On the other hand, there was no expectation that the head coach of the opposing team, NDSU, would be someone with the star status of Sanders, who was coaching high school players in Texas at the time.

“So it’s not an extra $700,000, but it is (extra) national exposure,” Larsen said, a compromise he’s happy to make. (Earlier this year, CU agreed to increase NDSU’s payment to $740,000 to offset the extra attendance costs incurred by moving the game to Thursday.)

Barring NDSU moving up a subdivision, Thursday’s game could be one of the last of its kind for the program. The team’s next scheduled FBS game is a 2028 contest at Oregon, which was contracted in 2015 and originally set to be played in 2020. (NDSU will receive $650,000 for that game.)

For financial reasons, more and more FCS schools have opted to play two FBS away games each year, further narrowing the field of opponents. And now that the College Football Playoff has expanded to a 12-team format this season, there’s more incentive for power conference members to schedule competitive games against each other early in the season, rather than trying to go undefeated playing non-FBS opponents.

“I hope it doesn’t get to the point where some of these FBS schools decide not to play FCS anymore,” Larsen said.

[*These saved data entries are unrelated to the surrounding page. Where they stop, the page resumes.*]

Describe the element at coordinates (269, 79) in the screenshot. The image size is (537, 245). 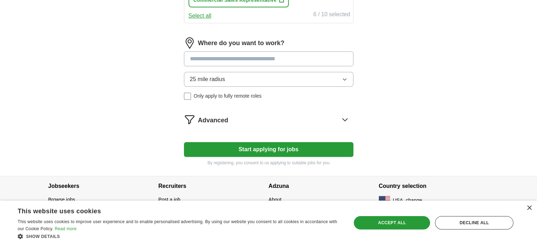
I see `button: 25 mile radius` at that location.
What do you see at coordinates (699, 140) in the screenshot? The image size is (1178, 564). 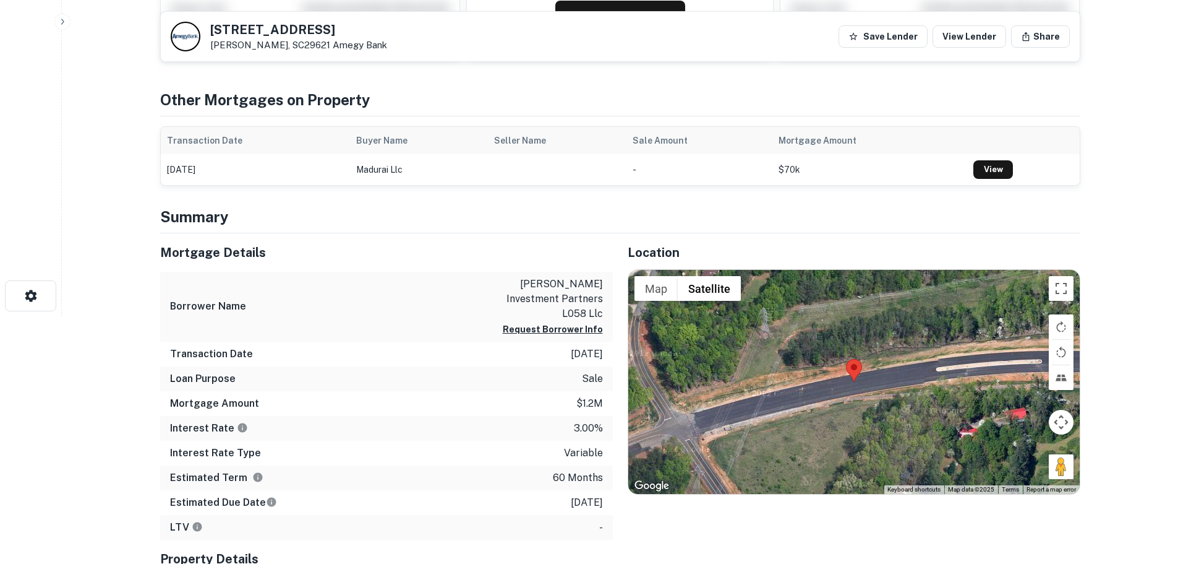 I see `th: Sale Amount` at bounding box center [699, 140].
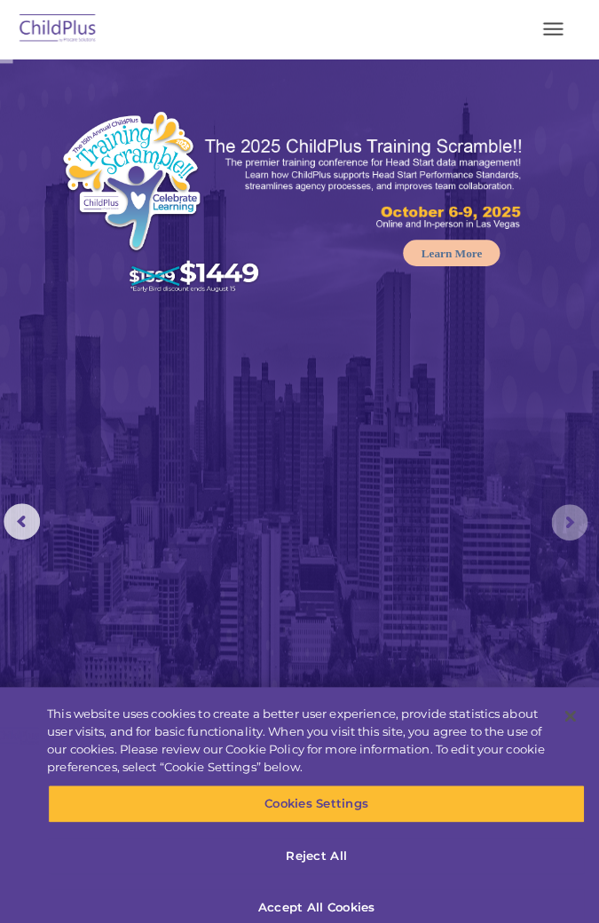  Describe the element at coordinates (454, 248) in the screenshot. I see `a: Learn More` at that location.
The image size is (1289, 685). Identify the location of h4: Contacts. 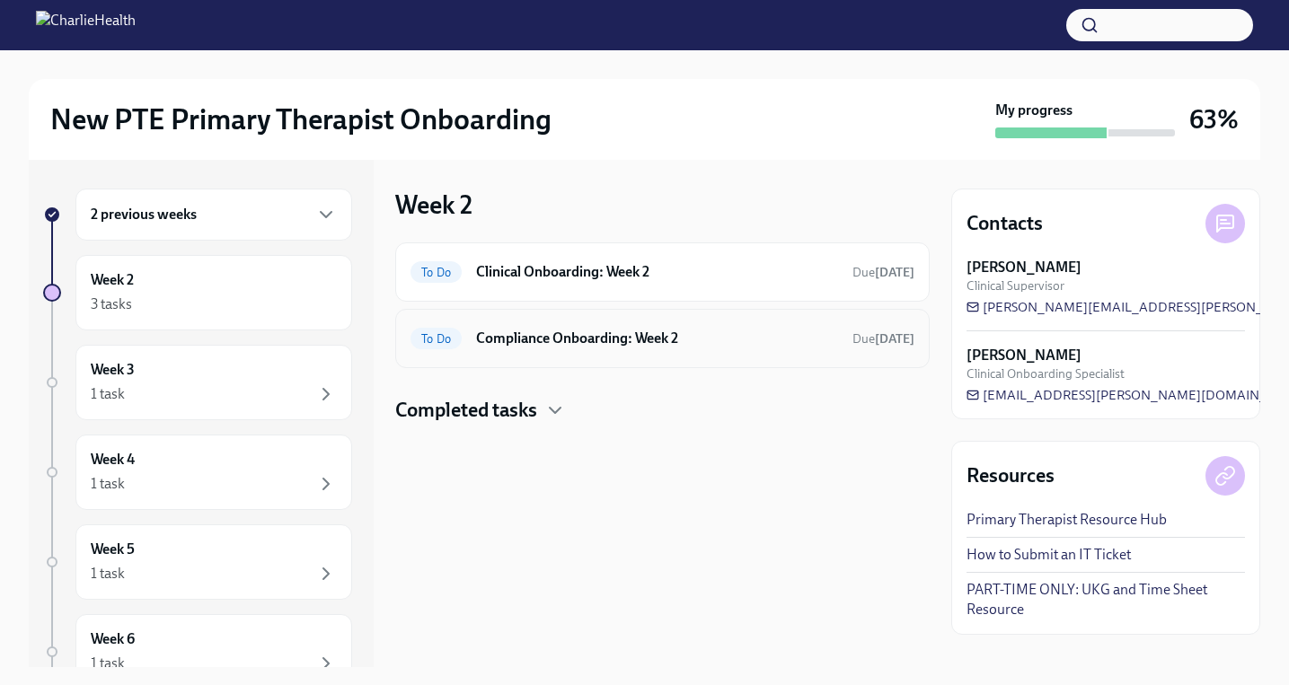
(1004, 224).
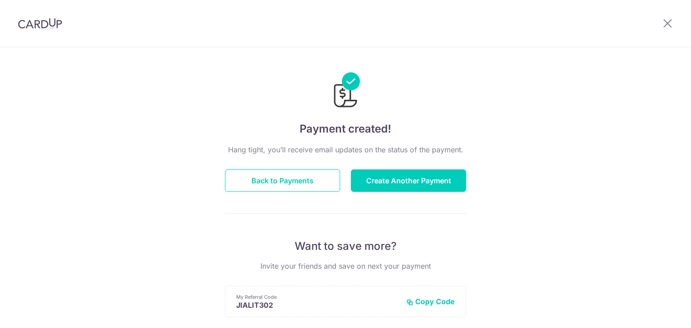 The width and height of the screenshot is (691, 328). What do you see at coordinates (345, 246) in the screenshot?
I see `p: Want to save more?` at bounding box center [345, 246].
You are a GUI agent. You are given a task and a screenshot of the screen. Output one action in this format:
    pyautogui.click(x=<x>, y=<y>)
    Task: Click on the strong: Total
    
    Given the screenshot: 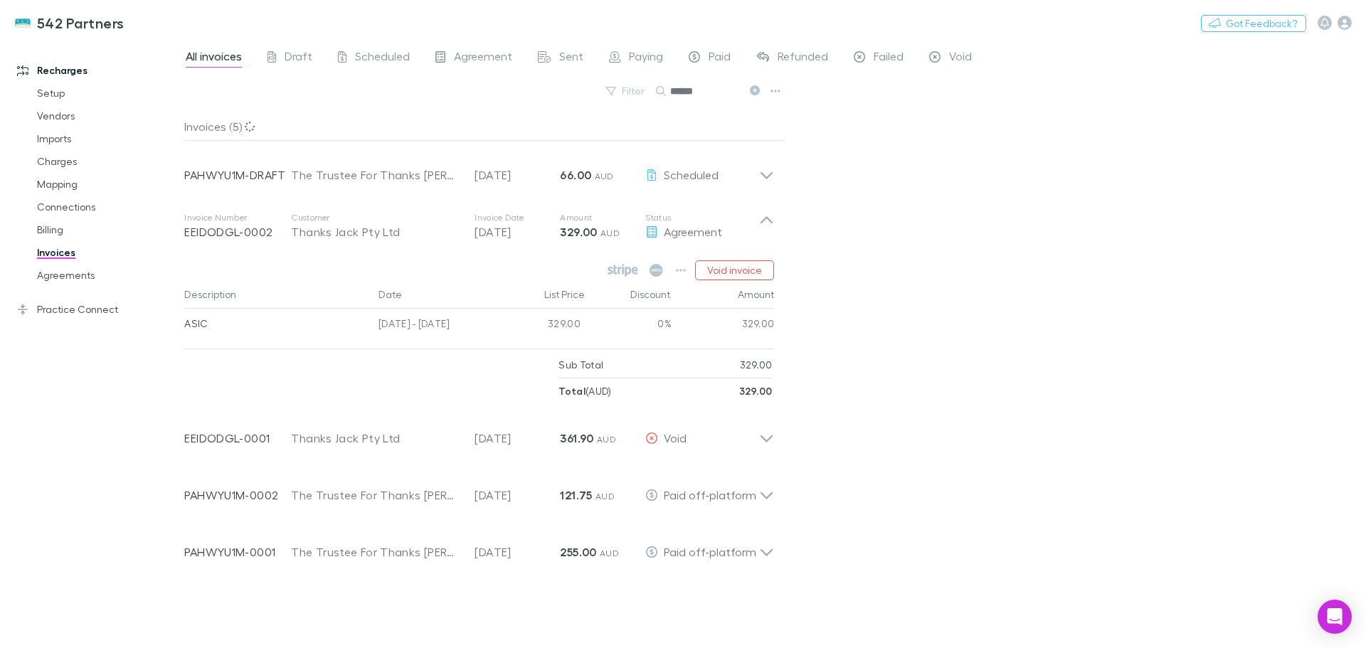 What is the action you would take?
    pyautogui.click(x=572, y=391)
    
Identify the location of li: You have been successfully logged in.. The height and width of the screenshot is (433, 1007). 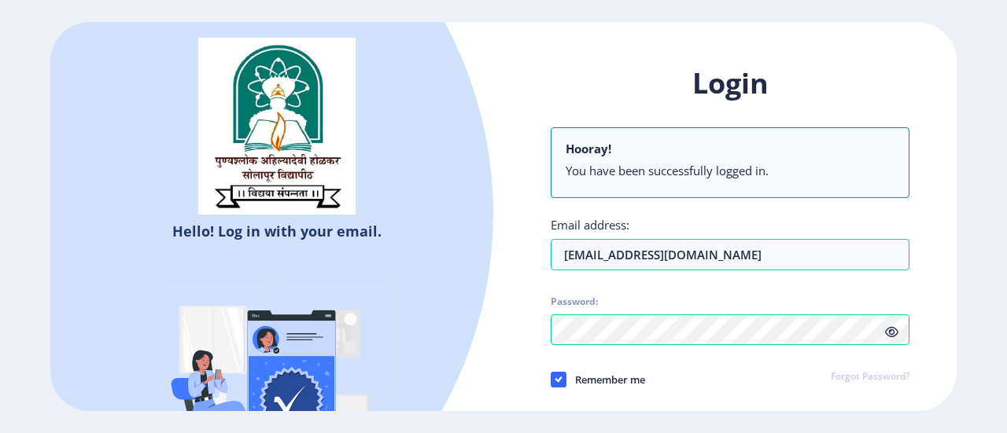
(730, 171).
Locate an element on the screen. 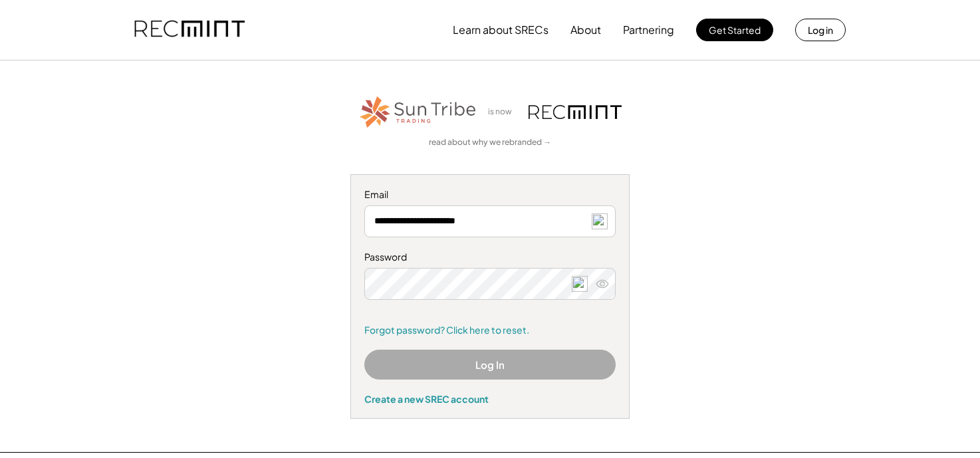 Image resolution: width=980 pixels, height=458 pixels. img: STT_Horizontal_Logo%2B-%2BColor.png is located at coordinates (418, 112).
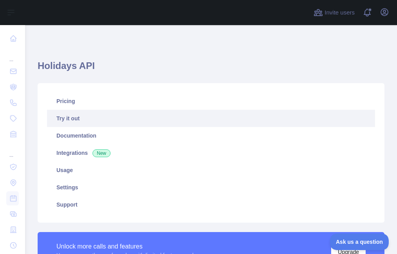 Image resolution: width=397 pixels, height=254 pixels. Describe the element at coordinates (211, 69) in the screenshot. I see `h1: Holidays API` at that location.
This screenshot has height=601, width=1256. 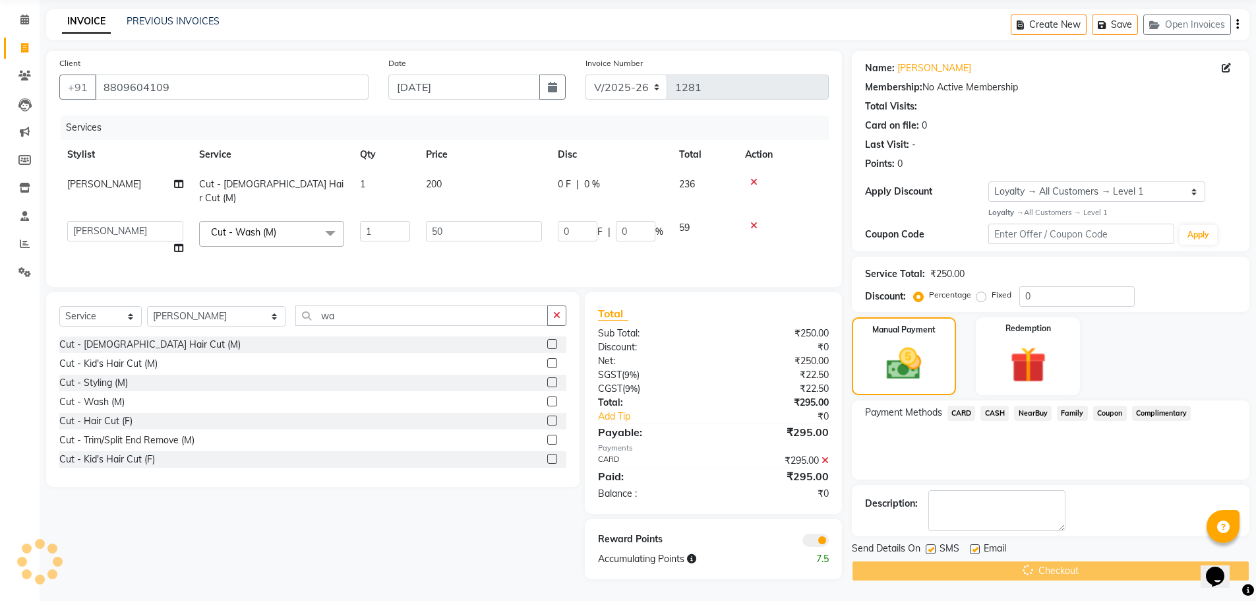 What do you see at coordinates (950, 549) in the screenshot?
I see `span: SMS` at bounding box center [950, 549].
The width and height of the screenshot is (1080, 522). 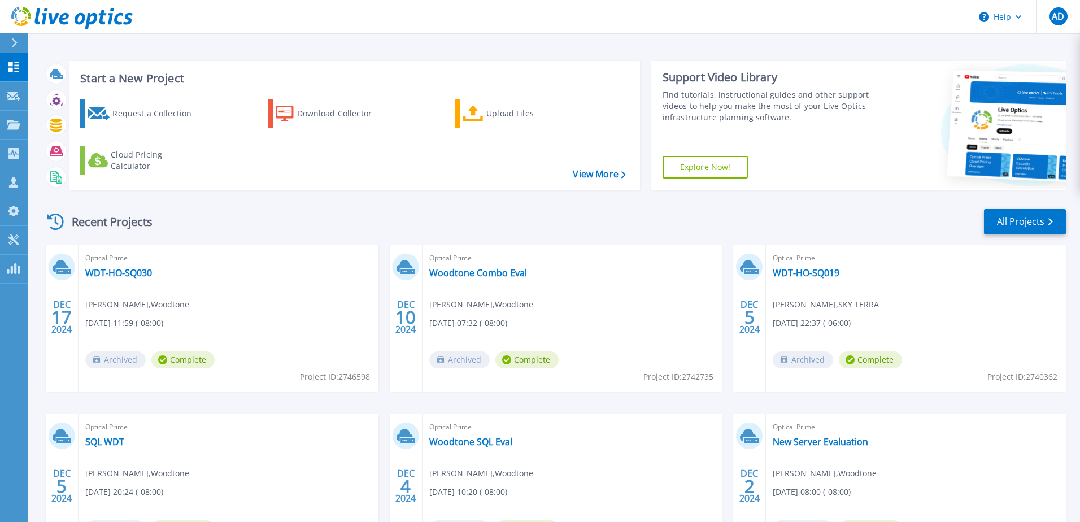 I want to click on span: 10, so click(x=406, y=317).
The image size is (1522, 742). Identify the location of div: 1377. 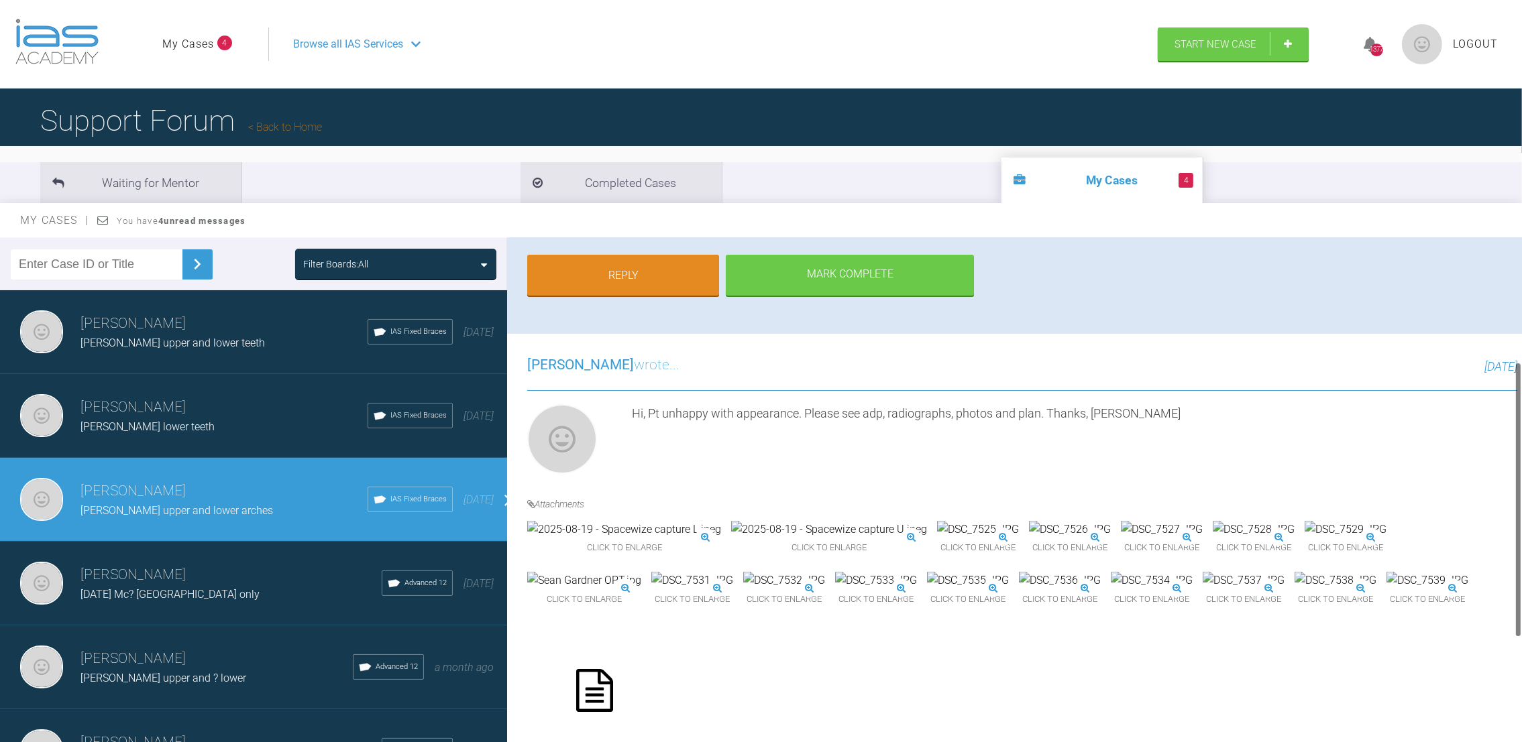
(1376, 50).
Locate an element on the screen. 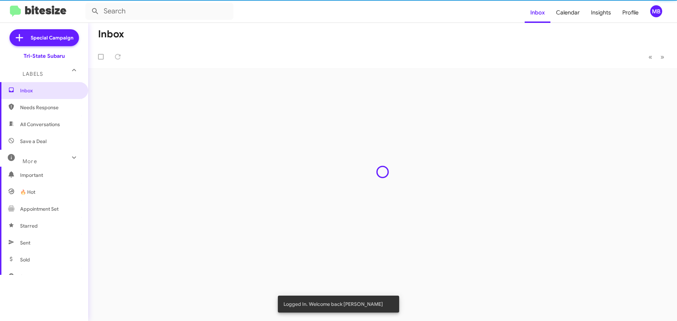 This screenshot has height=321, width=677. span: More is located at coordinates (30, 162).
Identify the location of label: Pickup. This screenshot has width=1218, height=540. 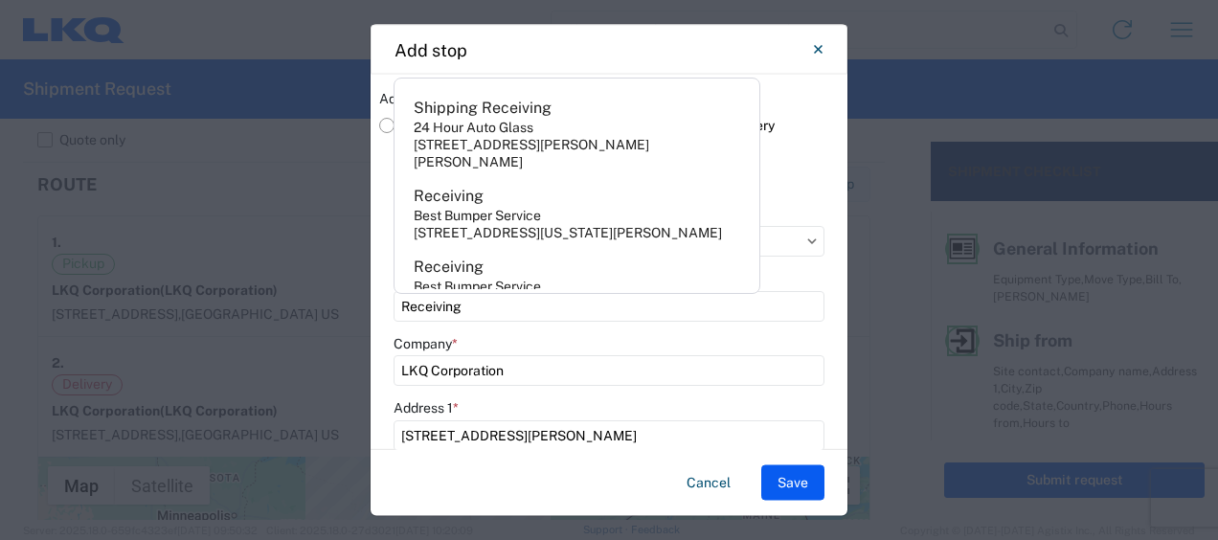
(441, 124).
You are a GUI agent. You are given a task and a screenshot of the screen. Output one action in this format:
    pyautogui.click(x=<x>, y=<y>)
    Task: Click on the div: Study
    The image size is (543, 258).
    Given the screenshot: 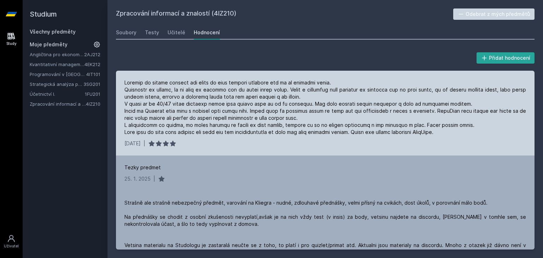 What is the action you would take?
    pyautogui.click(x=11, y=44)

By many metrics, even off the field, North Dakota State has already closed the gap in the subdivisions.

For fiscal year 2023, NDSU reported $6.4 million in total football operating revenue, which was more than at least 20 FBS schools, including Connecticut and Houston. That same fiscal year, the Bison earned more from football ticket sales ($3.72 million) than 42% of public FBS schools, according to Sporty‘s database of financial information about college sports.

The school has spent $110 million on athletic facility projects over the past 12 years, including a $54 million football practice facility set to open in 2022. Larsen notes that unlike most FCS programs, his school is “fully funded.” Alston and the costs of participating in the competitions for its athletes.

“I think our football team can compete and hold its own on any given Saturday, but there’s a lot more to it than that,” Larsen said. “If we were to go to FBS right now, none of us would know what the rules are. There’s probably a lot more questions than answers. I think we’ve said all along that we want to play at the highest level possible, and that makes sense.”

Larsen often refers to the Bison as an FBS program that wears FCS apparel, and it’s arguable that offering affordable fashion is the most logical choice going forward.

“I feel better about where we are right now than most (FBS) programs outside of your Power Four conferences,” Larsen said.

In recent years, North Dakota State has increasingly relied on playing neutral-site “destination games” against other FCS schools for the season opener. Last year, the Bison opened their season with a game against Eastern Washington at U.S. Bank Stadium in Minneapolis. Next year, they’ll open their season with back-to-back games against The Citadel in Charleston, S.C., and Tennessee State in Nashville.

Meanwhile, NDSU’s next opening is just three years away, in 2027, a blink of an eye in the chronometry of football game scheduling. So far, there have been no FBS candidates.

“Philosophically, we want to play those games,” Larsen said. “Our deputy AD will literally reach out to every FBS program that has a common open date to inquire, and it’s just been a challenge. So if there are readers interested, we’re certainly open to it.”